Issue
65
Sentimental Value

- Director:Joachim Trier|
- Screenwriter:Eskil Vogt and Joachim Trier|
- Distributor:Neon|
- Year:2025
Would a house rather be empty or full?
Do its floors enjoy being trod upon, or is our very presence on them a nuisance? When we first meet Nora (Renate Reinsve), it’s as a six-year-old who’s been assigned to write an essay from the perspective of an object. She chooses her house, which has been in the family for generations — births, deaths, and everything in between — and, like many imaginative children, can’t help thinking of it as a person. Her ruminations serve as Sentimental Value’s prologue, which introduces us not only to the mind of its heroine but also the Dragestil (“dragon style”) home that is both its setting and its soul.
A movie about fathers, daughters, and the healing power of art, Joachim Trier’s latest might sound saccharine on paper — especially with that title. But Trier, one of Norway’s most accomplished filmmakers, is decidedly unsentimental. (He is Scandinavian, after all.) His movies serve as quiet meditations on the inherent melancholy of attempting to forge meaningful connections while figuring out who it is we want to be. His understated approach allows the genuine feelings behind every small action to stand on their own terms, eliciting a heartfelt response without being manipulative or overtly tugging at the heartstrings.
Reinsve also played the title role in Trier’s The Worst Person in the World, a bracingly good performance for which she won Best Actress laurels at the Cannes Film Festival. She’s one of those actors who never seems to be acting, just drawing different aspects of her characters to the surface in a strikingly naturalistic way. That makes her the perfect leading lady for Trier, whose observational dramas are rooted in nuanced portrayals of complex emotions and interpersonal dynamics that, like the family home, feel lived-in and authentic.
It also makes it a bit ironic that her character is an actress. After passing on an opportunity to star in her estranged father’s (Stellan Skarsgård) new film, Nora is nonplussed when he manages to cast a movie star (Elle Fanning) in a role he claims to have written for his daughter. He insists the character isn’t based on his mother despite a mountain of evidence to the contrary, including and especially the fact that the story ends with her hanging herself in the same room where his mother did decades earlier. He even plans to film the project in the family home, which belongs to him now that his ex-wife, the mother of Nora and her sister Agnes (Inga Ibsdotter Lilleaas), has died.
Gustav is a better filmmaker than father.
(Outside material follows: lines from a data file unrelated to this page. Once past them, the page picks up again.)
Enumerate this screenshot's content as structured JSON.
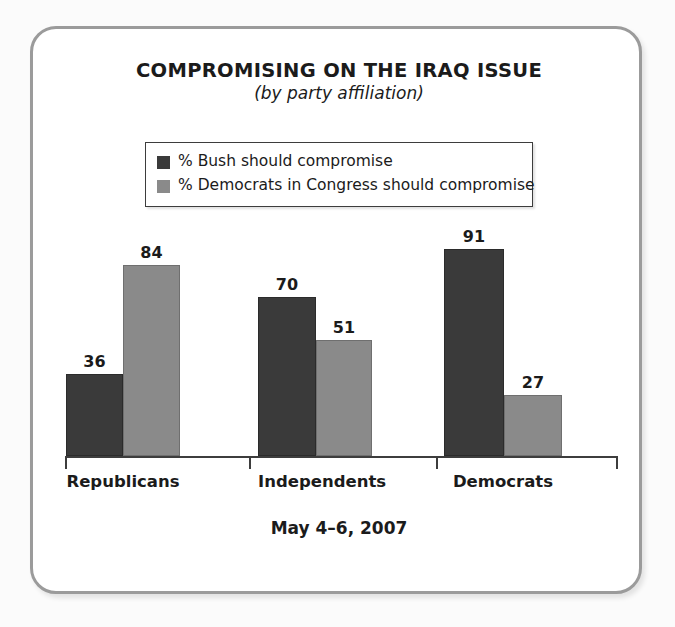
{
  "frame": {
    "border_color": "#9b9b9b",
    "background": "#ffffff"
  },
  "header": {
    "title": "COMPROMISING ON THE IRAQ ISSUE",
    "subtitle": "(by party affiliation)"
  },
  "footer": {
    "date": "May 4–6, 2007"
  },
  "legend": {
    "position": "top-center",
    "entries": [
      {
        "label": "% Bush should compromise",
        "color": "#3a3a3a"
      },
      {
        "label": "% Democrats in Congress should compromise",
        "color": "#8a8a8a"
      }
    ]
  },
  "chart_data": {
    "type": "bar",
    "title": "COMPROMISING ON THE IRAQ ISSUE",
    "subtitle": "(by party affiliation)",
    "xlabel": "",
    "ylabel": "",
    "ylim": [
      0,
      100
    ],
    "grid": false,
    "legend_position": "top-center",
    "annotation": "May 4–6, 2007",
    "categories": [
      "Republicans",
      "Independents",
      "Democrats"
    ],
    "series": [
      {
        "name": "% Bush should compromise",
        "color": "#3a3a3a",
        "values": [
          36,
          70,
          91
        ]
      },
      {
        "name": "% Democrats in Congress should compromise",
        "color": "#8a8a8a",
        "values": [
          84,
          51,
          27
        ]
      }
    ],
    "data_labels": [
      {
        "category": "Republicans",
        "bush": 36,
        "democrats": 84
      },
      {
        "category": "Independents",
        "bush": 70,
        "democrats": 51
      },
      {
        "category": "Democrats",
        "bush": 91,
        "democrats": 27
      }
    ]
  },
  "scale": {
    "px_per_unit": 2.275
  }
}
Absent for most of his daughters’ childhoods, he expects to be welcomed back into the fold without question and can’t even compliment Nora’s acting ability without dismissing the projects she stars in: “It’s not that I hate theater,” he tells her, “I just hate watching it.” But she wants a dad, not a director, and feels that to accept the role he’s offered is to tell him it’s okay for him to enter and exit her life as he pleases. (He is a good grandpa, however, and the funniest scene of the entire movie involves him gifting his young grandson DVDs of utterly age-inappropriate movies like The Piano Teacher and Irreversible.)
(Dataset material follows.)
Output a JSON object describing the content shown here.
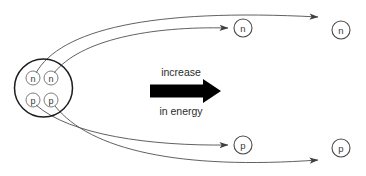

Trier, one of Norway’s most accomplished filmmakers, is decidedly unsentimental. (He is Scandinavian, after all.)
Skarsgård, a titan of Scandinavian cinema whose extensive resume ranges from Breaking the Waves and Good Will Hunting to Pirates of the Caribbean and Chernobyl, plays Gustav as the kind of artist who thinks talent excuses bad behavior. He meets the highly sought-after Rachel Kemp (Fanning) by chance at a film festival and parlays her admiration for his work into a collaboration, suddenly turning his dead-in-the-water project into a Netflix production with international buzz. It feels off almost immediately. She dyes her hair brown like Nora’s and attempts a Norwegian accent, both of which feel as artificial and affected as they are. Given how genuine everything else in the movie is, the contrast is striking.
Sentimental Value is set in Oslo, as were The Worst Person in the World and two of Trier’s earlier movies, Reprise and the devastating Oslo, August 31st. All three of them were likewise co-written with longtime collaborator Eskil Vogt and starred Anders Danielsen Lie, who has a supporting role here. So while the film may not depart from Trier’s usual predilections, it does expand on them in moving ways. You don’t have to be sentimental to see the value in relationships like those explored here, both between people and the places they inhabit. A house is just a house, unless it isn’t.